In which I defend the national anthem

Not quite an Overlawyered topic, but: The crazies who defaced the Francis Scott Key statue in Baltimore the other day weren’t just lawless goons — they were wrong about the song too. I explain at National Review.

I might have added countless other examples of songs, poems, and nationalist rhetoric in which “slave” was employed 1) as an epithet, 2) to signify subjection to kingly or other un-republican authority, or 3) both, everywhere from Patrick Henry’s famous speech to Schiller’s Wilhelm Tell to Rule, Britannia! to La Marseillaise. Suffice it to say that the word’s occurrence in a poem — even one penned by a slaveholder — needs to be read in context to determine whether American chattel slavery was the intended reference, and in the case of the third verse of the national anthem, there are plenty of reasons to think it was not.

2 Comments

  • Can you defend the tune against the charge that it’s undemocratic because it’s too hard to sing? Anybody can bellow along with “America the Beautiful,” but who but a professional can hit that “rockets’ red glare”? 🙂 When it was the drinking song “To Anacreon in Heaven,” everybody who sang it was probably too tipsy to care about all the cracking voices.

  • “but who but a professional can hit that “rockets’ red glare”?”

    The tune is an old English drinking song. You don’t need to be a professional to sing it, you need to be drunk.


● Work instructions:
Would you please set down the data again exactly as given, excluding the pictures?

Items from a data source
↓↓↓

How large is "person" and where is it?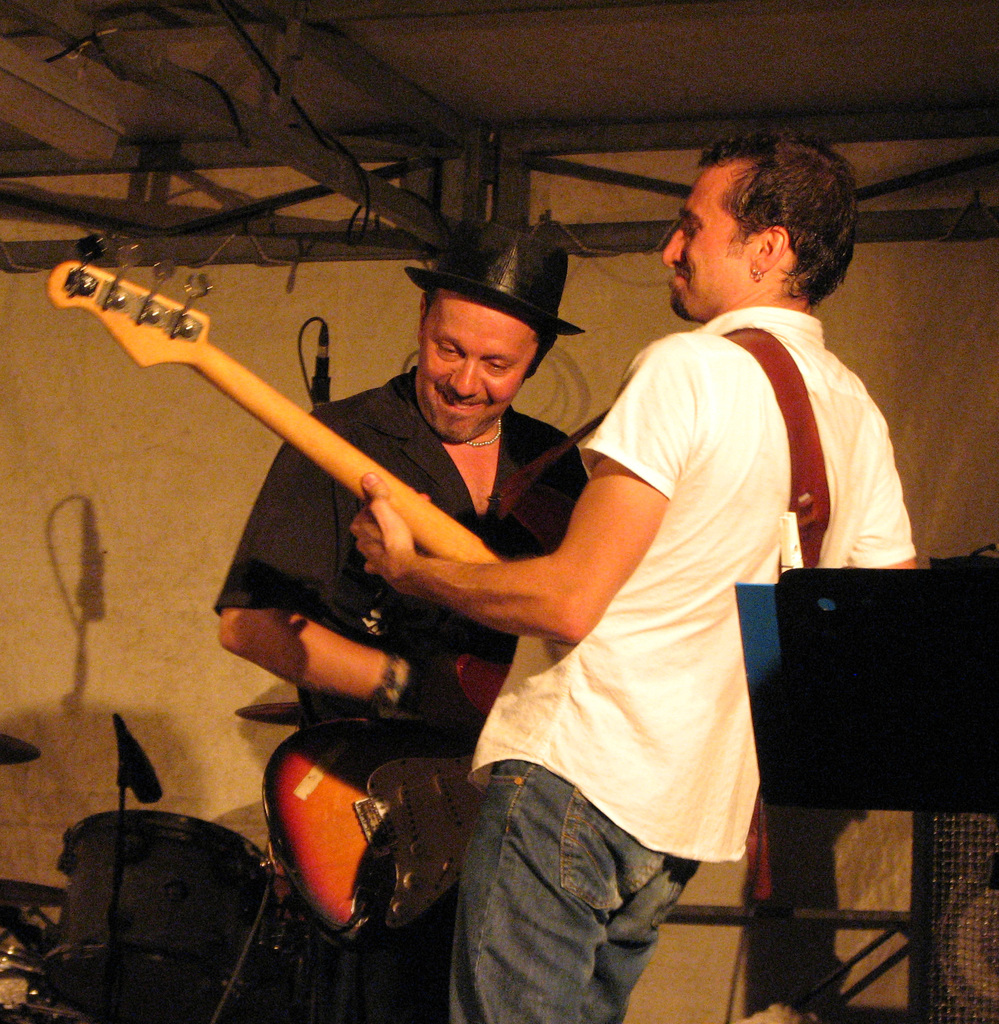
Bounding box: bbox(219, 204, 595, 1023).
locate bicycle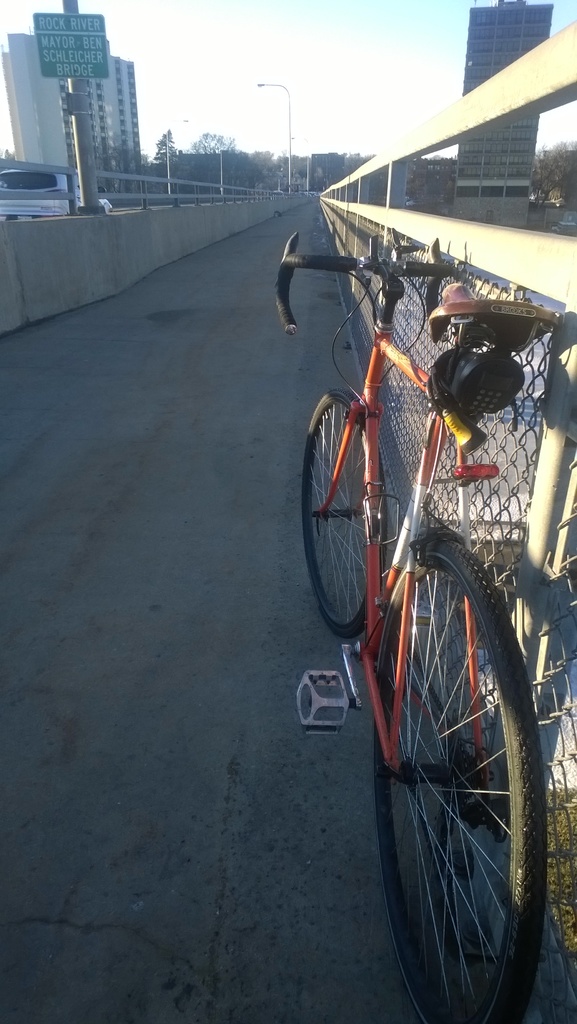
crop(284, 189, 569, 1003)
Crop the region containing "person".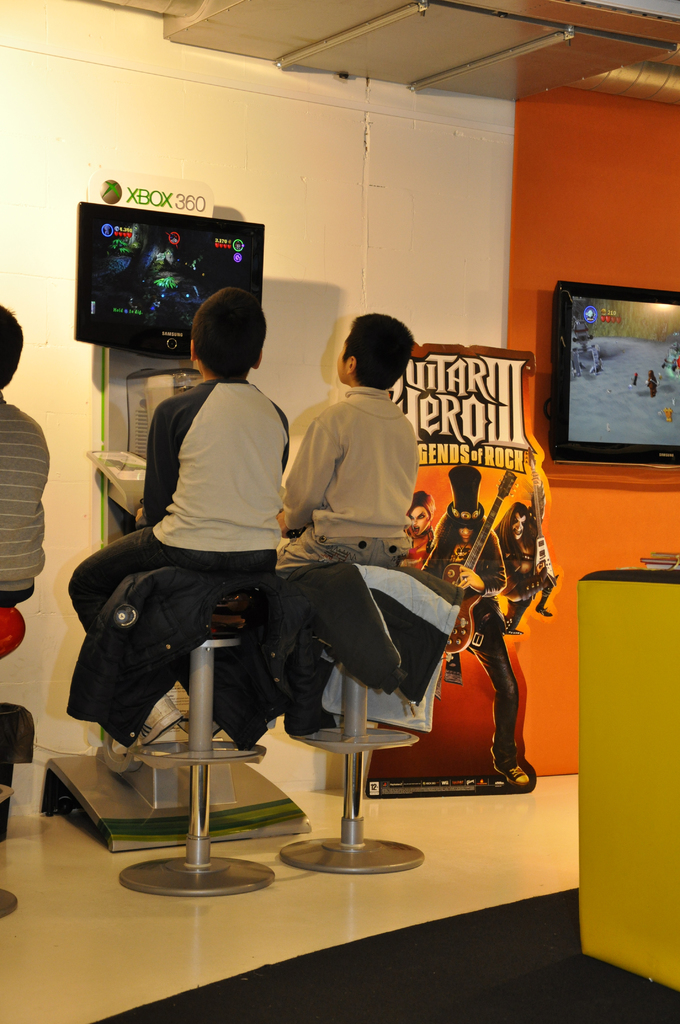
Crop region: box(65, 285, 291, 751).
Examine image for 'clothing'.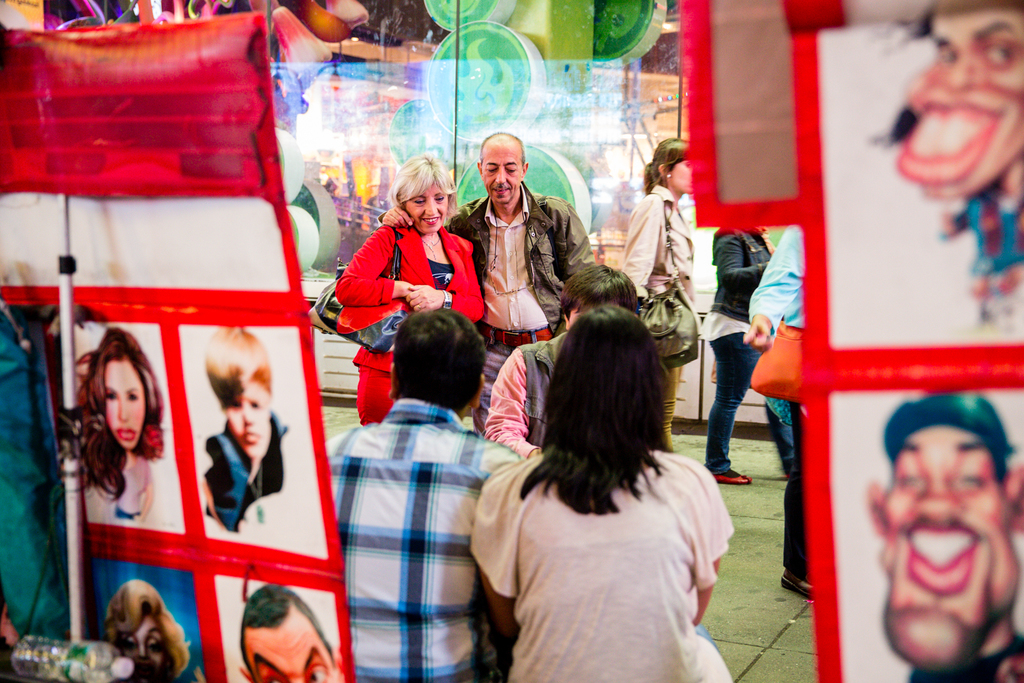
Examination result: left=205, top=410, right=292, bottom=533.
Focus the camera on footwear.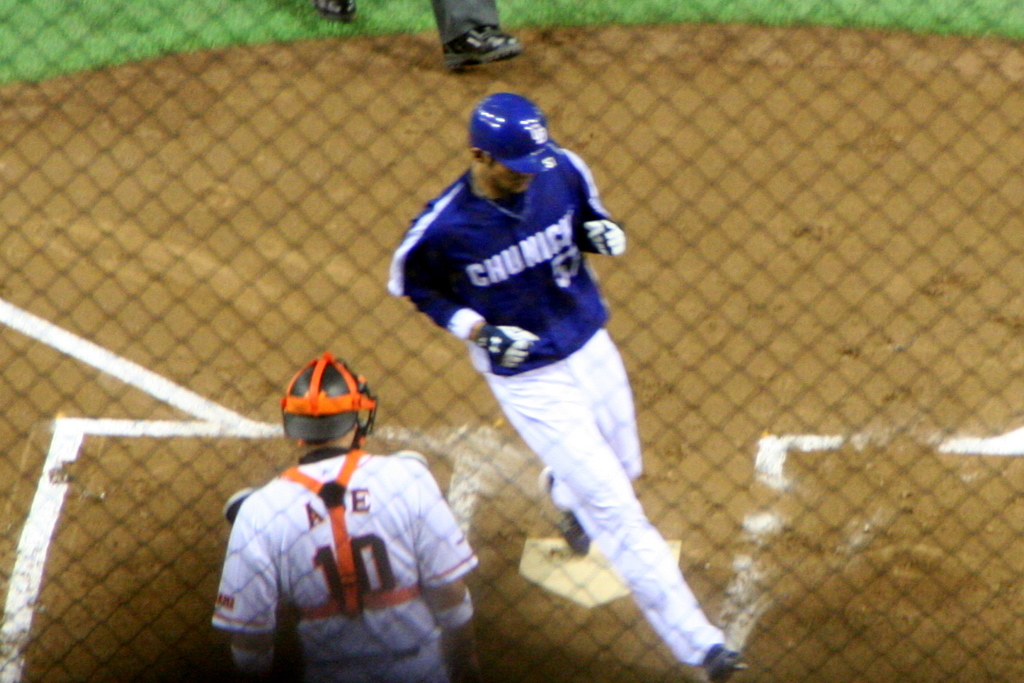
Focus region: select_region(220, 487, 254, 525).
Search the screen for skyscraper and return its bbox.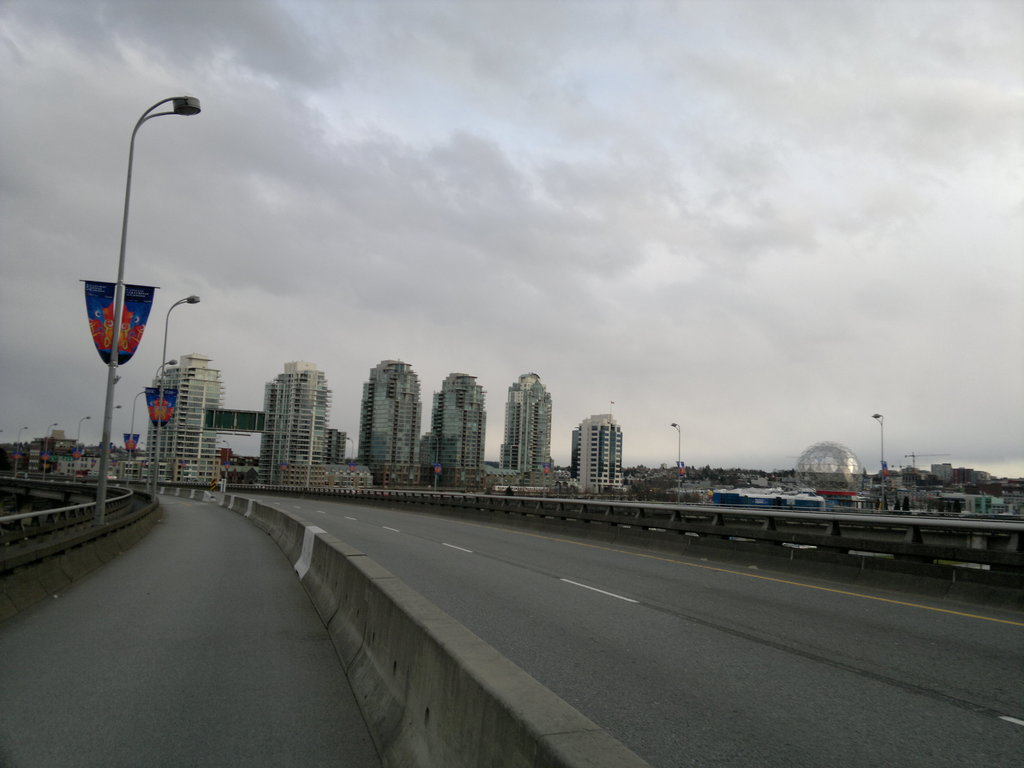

↑↑↑

● Expected answer:
How large is "person" and where is it?
Bounding box: bbox(219, 204, 595, 1023).
locate bicycle
crop(284, 189, 569, 1003)
Crop the region containing "person".
Crop region: box(65, 285, 291, 751).
Examine image for 'clothing'.
Examination result: left=205, top=410, right=292, bottom=533.
Focus the camera on footwear.
Focus region: select_region(220, 487, 254, 525).
Search the screen for skyscraper and return its bbox.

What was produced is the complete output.